With winds blowing up to 185 km / h, “Fiona is the first major hurricane of the 2022 Atlantic hurricane season” and is expected to strengthen further, according to the National Hurricane Center (NHC), based in Miami.

Heavy rains were already falling on the Turks and Caicos Islands, a British overseas territory, added the NHC, warning of “dangerous floods”.

In the wake of Fiona, a man died in particular in Guadeloupe, carried away with his house by the waves of a flooded river, another in the Dominican Republic while he was cutting a tree, and one in Puerto Rico who put fuel in a ignited generator.

The hurricane caused “catastrophic” damage in Puerto Rico according to the governor of this American territory, Pedro Pierluisi, and President Joe Biden declared a state of emergency there.

On Tuesday, “localized” rainfall and flooding continued in parts of the Dominican Republic, according to the NHC.
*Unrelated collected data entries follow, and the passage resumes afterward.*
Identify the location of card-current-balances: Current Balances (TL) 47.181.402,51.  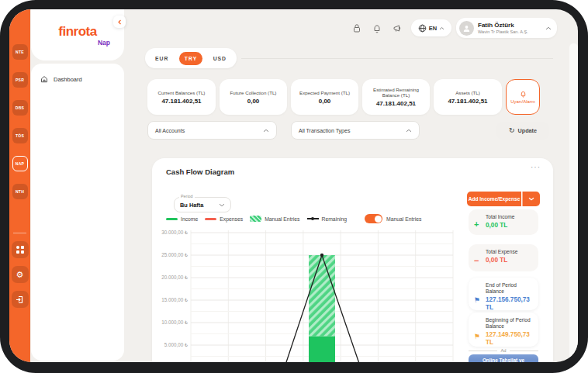
(182, 97).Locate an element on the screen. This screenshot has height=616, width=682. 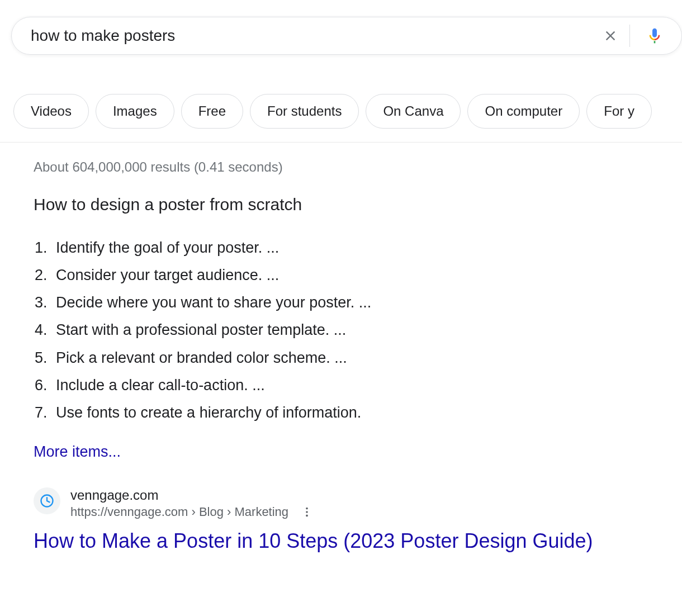
close-icon is located at coordinates (610, 36).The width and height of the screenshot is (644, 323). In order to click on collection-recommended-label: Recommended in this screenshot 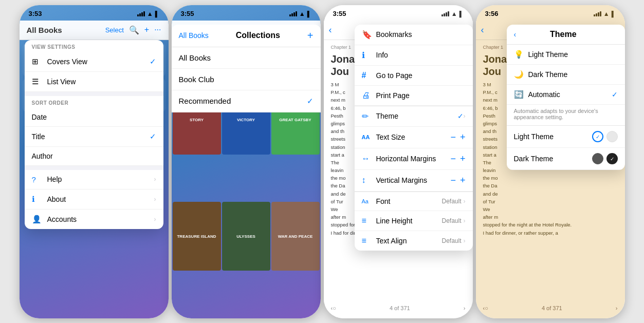, I will do `click(205, 101)`.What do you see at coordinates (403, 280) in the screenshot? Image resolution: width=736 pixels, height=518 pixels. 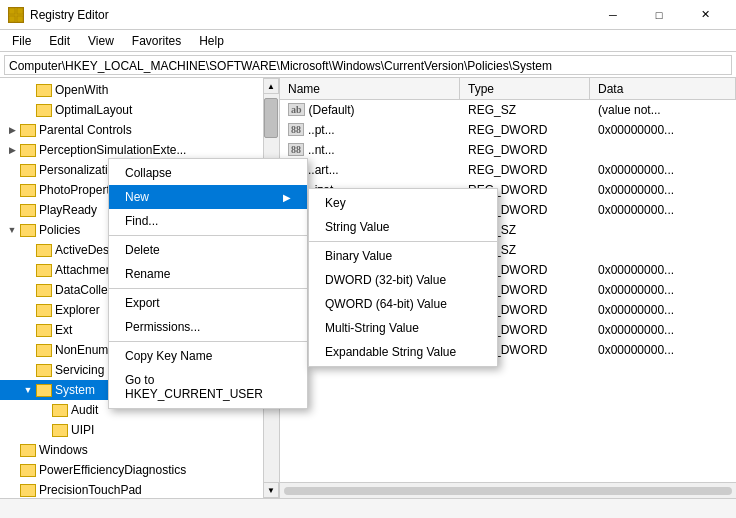 I see `submenu-item-dword--32-bit--value: DWORD (32-bit) Value` at bounding box center [403, 280].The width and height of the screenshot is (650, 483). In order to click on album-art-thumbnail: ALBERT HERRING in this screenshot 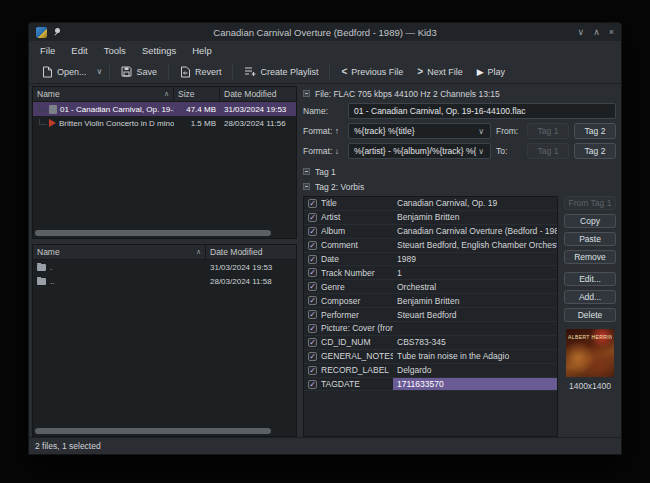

Several roads were flooded or cut by falling trees or electric poles around the resort town of Punta Cana in the eastern Dominican Republic, where the electricity supply was interrupted, according to journalists from AFP.

In Puerto Rico, Fiona caused landslides, downed trees and power lines, made roads impassable and swept away a bridge in the town of Utuado.

More than 800,000 people, according to the authorities, found themselves without drinking water service.

The entire territory of Puerto Rico, which has more than three million inhabitants, had been without electricity as the hurricane approached. Power has so far only been restored for just under 300,000 people, or “more than 19% of the total number of customers”, according to the electricity company LUMA.